For years, JBS, the world’s largest meatpacking company, has claimed it is unable to monitor indirect suppliers and ranchers accused of illegal activities. The claims have allowed the company to dodge responsibility for ‘cattle laundering’, the well-known practice of moving cows from ‘dirty’ farms linked to illegal deforestation to reputable ones, before then sending to abattoirs, creating the appearance of a ‘clean’ supply chain. But a new investigation by Repórter Brasil, The Bureau of Investigative Journalism (TBIJ) and the Guardian has found evidence that the company, whose sales to Europe and Asia have boomed in recent years, might be directly implicated. The report found photographic evidence from July 2019 that a JBS truck hauled cattle from a farm embargoed from grazing cattle because of illegal Amazon deforestation to a clean farm with the same owner, an approved JBS supplier.
The embargo, imposed by Brazil’s main environmental protection agency Ibama, is both a punishment and a protective measure to allow deforested land to recover.
The findings come as the Brazilian government and agribusiness are under increasing pressure from international and local investors to fight deforestation, especially in the Amazon. Under Brazil’s far-right president Jair Bolsonaro, deforestation has skyrocketed, and researchers expect this year’s fire season to break records.
In a statement, JBS said the report “does not reflect its operating standards”. The company also told TBIJ it had investigated the evidence and found that the collection farm was not shown to be within any embargoed area, according to its own system. JBS said it introduced a new system on July 1 that it expected to make “a significant impact” in the reduction of cattle laundering. “We are working towards a completely transparent supply chain,” the company said.
$420,000
the fine the Estrela do Apurinā farm received in 2012 for illegal deforestation (US$)
The investigation uncovered a July 2019 Facebook post by driver picturing him in a JBS uniform alongside images of at least four four or five trucks in transit from one farm to another. In the post, the driver says his team is transporting cattle from the Estrela do Apurinã farm, which was fined over 2,200,000 BRL (US$420,000) in 2012 for illegal deforestation, to Estrela do Sangue, which supplies JBS.
According to Repórter Brasil, 39% of the Estrela do Apurinā farm is under embargo, leaving 61% that could rear cattle legally.
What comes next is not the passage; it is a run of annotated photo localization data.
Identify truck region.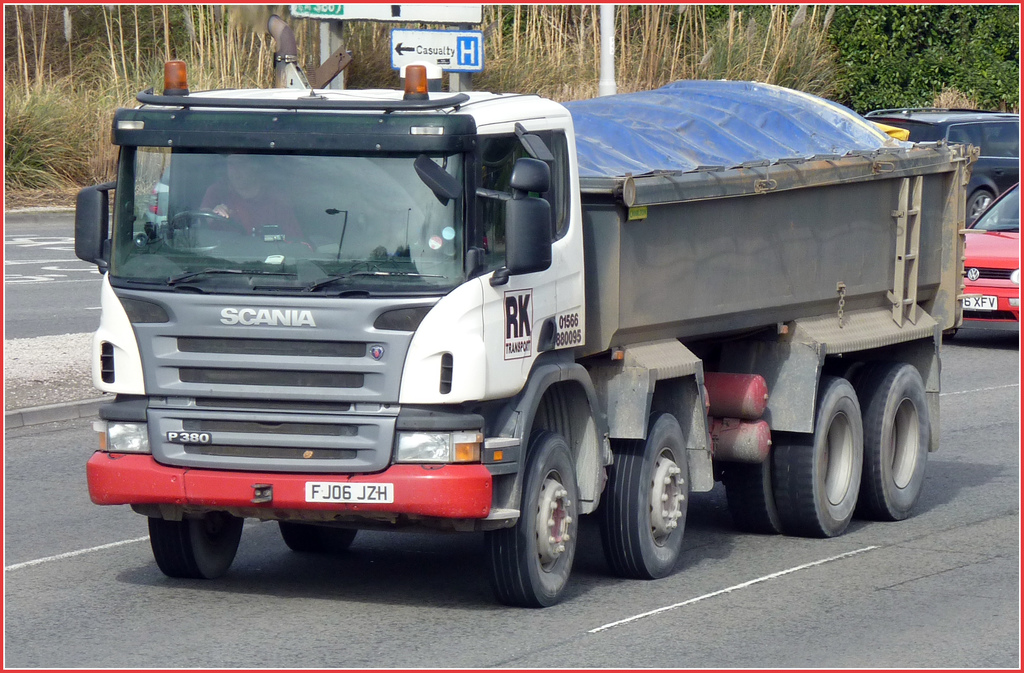
Region: detection(92, 38, 976, 605).
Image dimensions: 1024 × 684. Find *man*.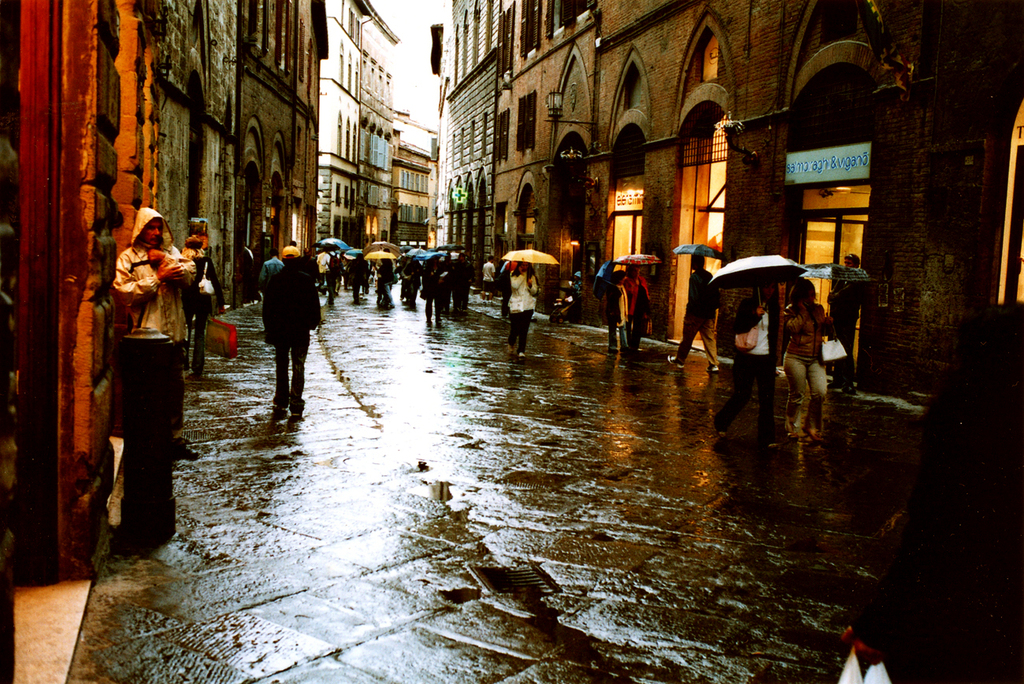
crop(483, 255, 495, 303).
Documents show 7,000 cattle were transported between the Estrela do Apurinā and Estrela do Sangue farms between June 2018 and August 2019, the report says.
The image was cross-checked against official cattle transport records showing that Estrela do Sangue transferred roughly 3,000 cows to two JBS processing plants in the state of Mato Grosso between November 2018 and November 2019.
The two plants — in the cities of Juína and Juara — are approved to export beef to Hong Kong.
According to data released by supply chain monitoring initiative Trase, almost 4,000 tonnes of beef from JBS logistics hubs in those two cities ended up in Hong Kong in 2017, almost 2% of sales to that destination that year.
In recent months, JBS has become a major beef supplier to China, as growing incomes changed traditional diets and, more recently, the swine fever outbreak pushed local suppliers to source other forms of animal protein from foreign markets.
If China signaled that it cared about this, it would make a difference
Brazil’s beef exports to China grew 53% in 2019 and continued to grow in 2020. The result was that, even as deforestation rates soared last year, JBS’s market value shot up. Although, more recently, the Covid-19 pandemic has curbed gains.
Researchers have long suspected that JBS had a role in cattle laundering. Paulo Barreto, a senior researcher at Imazon, an Amazon-based think tank that tracks deforestation, said that the evidence in the report takes the connection to a new level.
He said the findings merit an investigation by Brazilian authorities and investors demanding better practices from agribusiness companies.
“I don’t have expectations the company will make any great changes unless there are concrete implications,” he said.
JBS has previously said it uses an audit conducted independently by DNV GL, a Norway-based auditing company, that concluded all its direct suppliers in the Amazon meet socio-environmental criteria.
But the auditor always said the company has failed to track its indirect suppliers. In messages exchanged with Amnesty International following a recent investigation, DNV representatives stressed that its audit does not represent evidence of good practices in JBS’s supply chain.
JBS has been implicated in using suppliers connected to illegal practices in the past. In April 2017, Ibama, Brazil’s main environmental protection agency, embargoed several of JBS’s plants and one exporter, as it faced allegations it bought 20,000 cattle from farms that had been punished for illegal deforestation. But favourable court decisions meant JBS has yet to pay any fines.
Barreto said no previous investigations or threats from investors have yet resulted in significant punishments against JBS. But he says Chinese buyers are in a privileged position to force the company to make changes since farmers often dismiss investigations and complaints by international NGO’s and investors from Europe.
“They normally say: ‘we will just sell to China instead,’” he said. “If China signaled that it cared about this, it would make a difference.”